Using an existing theme package as a guide for your efforts is a good way to get started with making new themes. Change the metadata in the six fields as thoroughly as possible. You can always fill it in later. When finished with changing all the metadata on your duplicated theme, click the yellow Save button to save changes and close the form.

Do not click it now. The duplicated theme will be added to the themes table in the main panel view. Once the default theme is duplicated and the metadata changed, the duplicated theme is, for all practical purposes, a new theme that you will further development later.

The other way to create a theme by duplication is the most direct yet least obvious way fewer clicks in the interface. Begin by clicking the name of the default theme under the Name column of the table or using any existing theme to bring up the Edit theme editor.

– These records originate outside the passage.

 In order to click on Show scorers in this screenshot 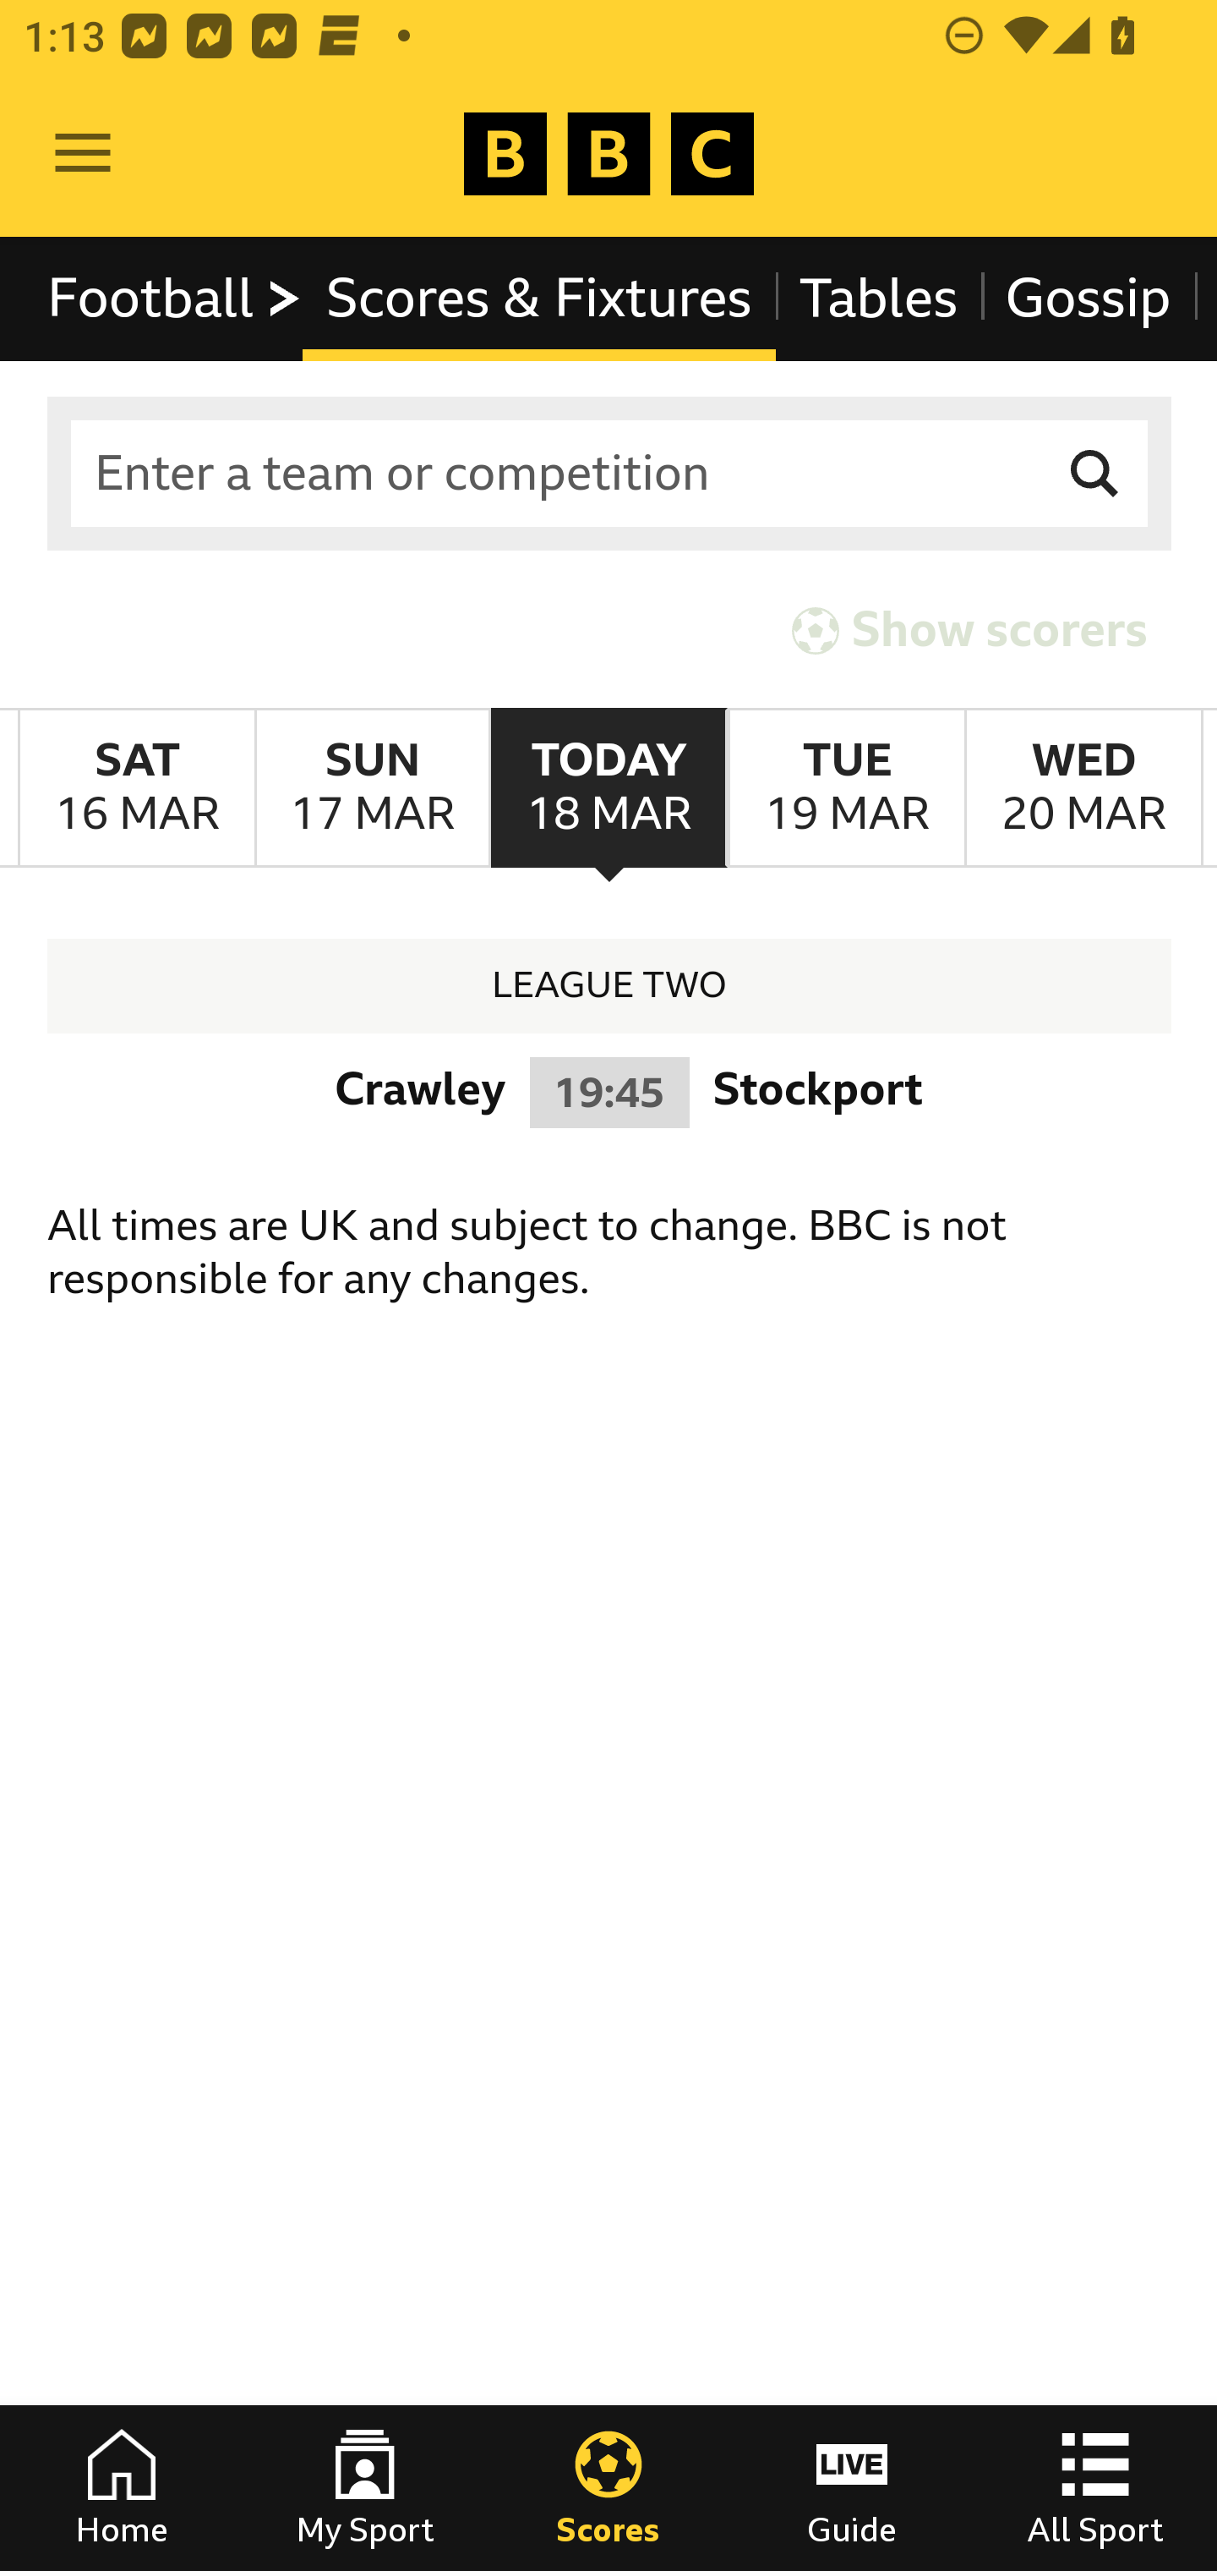, I will do `click(970, 629)`.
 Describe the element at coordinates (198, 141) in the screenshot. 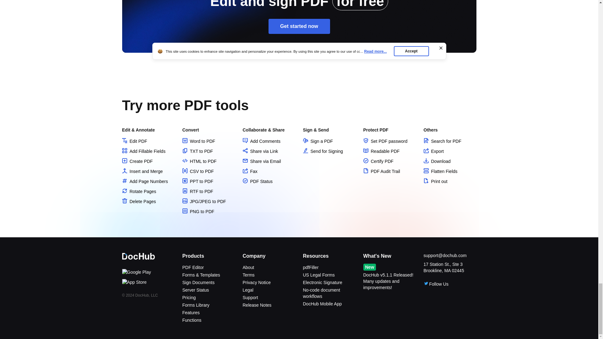

I see `Word to PDF` at that location.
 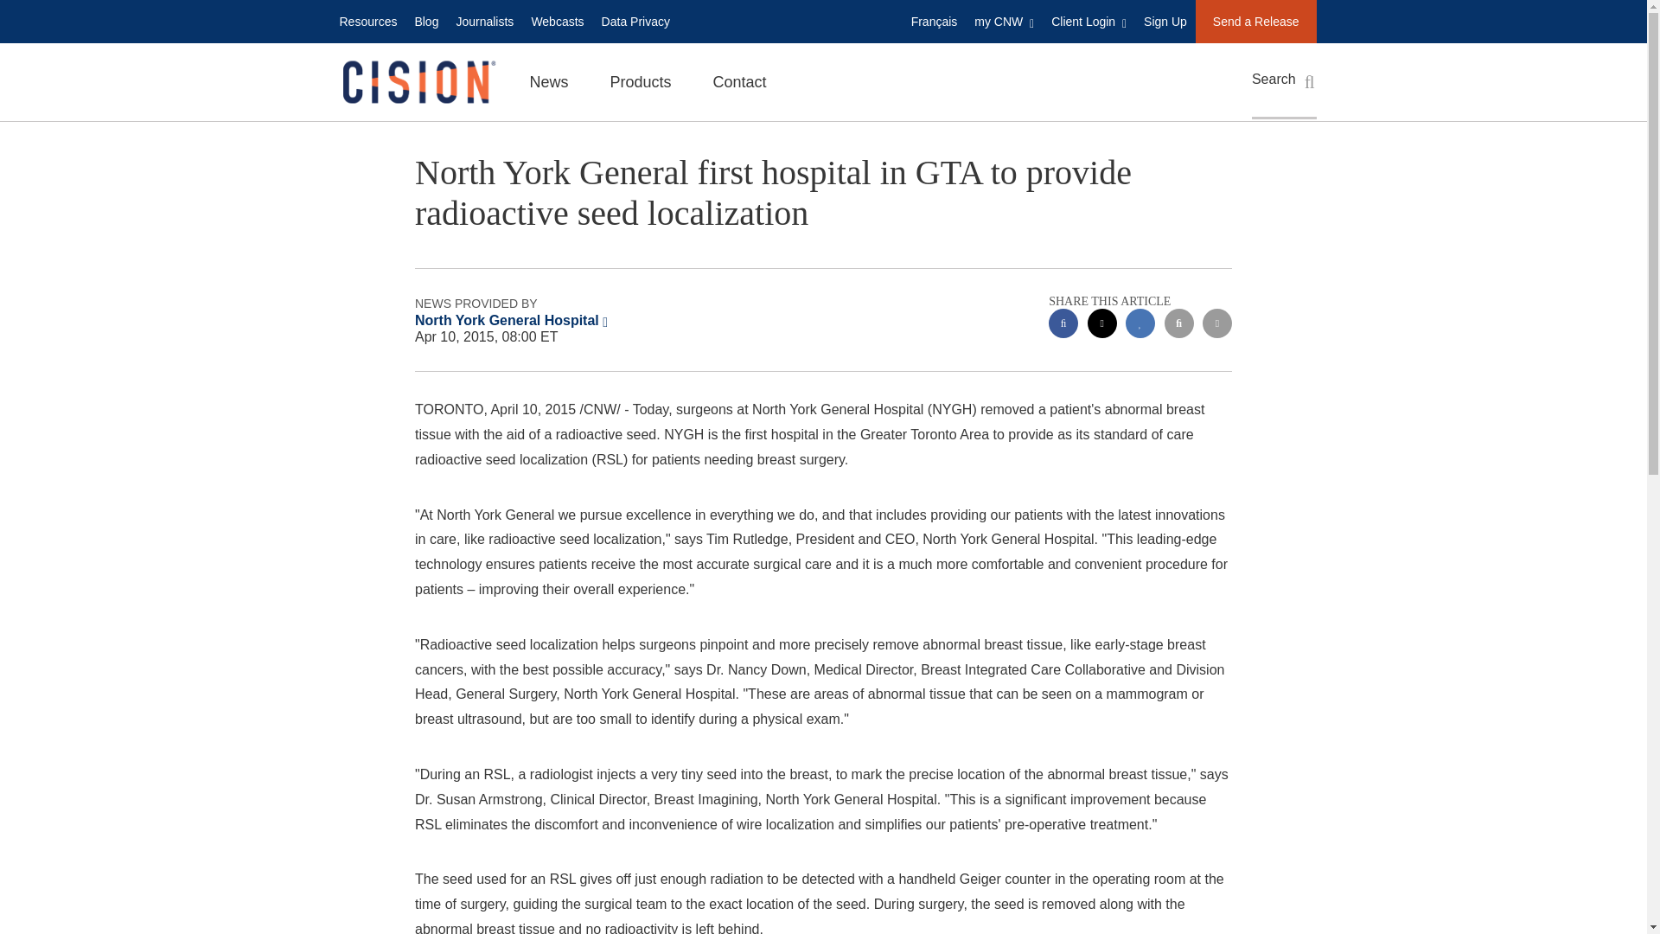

Change all the metadata as described in the previous section. Do not click the Save button or you will overwrite the metadata for the source theme! You are simply taken back to the default panel view where your new theme is added to the themes table. The mere existence of a new theme in the Themes panel does not mean it is already in a development or live state.

They are in your database, yes, but just sitting their innocuous and unusable. Click this link and you are whisked off to the Sections panel in context of the theme to assign one or more of it assets to one or more existing sections.

Only one development theme can be applied to a given section at a time, but any number of themes can be applied to different sections in one-to-one relationships.

Great to see them featured, though. SLC has had and still does have some great bands that get bupkis in way of exposure. Jeff Smith » 11 January Great work with this Jared. I had something similar set up for my portfolio back when I was using MovableType on jeffsmithdesigns. Thanks for the write-up! Viking Karwur » 13 April Thanks Jared!

Jared Christensen » 13 April Viking — There is currently a step-by-step tutorial I helped write at Text Book. You can access it here. Jon M » 10 September Thanks for the great article — just one question! How do you stop the thumbnail excerpt from being wrapped in a tag? Turn off textile for the excerpt.

Hangs head in shame….. We try to avoid needless clutter within the administration panels and we strive to make the interface fully accessible for all users. The Textpattern core user interface has been localized into many languages. Of course, we always welcome further translation by the community. More translations are added all the time! Over 19 years of development has been lovingly poured into our CMS. The active, friendly and helpful community surrounding the platform ensures its continued success and guides its future.

Our CMS ships with built-in support for Textile text formatting language, and support for Markdown language via a plugin. Alternatively, you can write plain text or vanilla HTML if you so wish. User contributions are welcome and indeed, are enthusiastically encouraged. Our users continue to amaze us with their wonderful creations!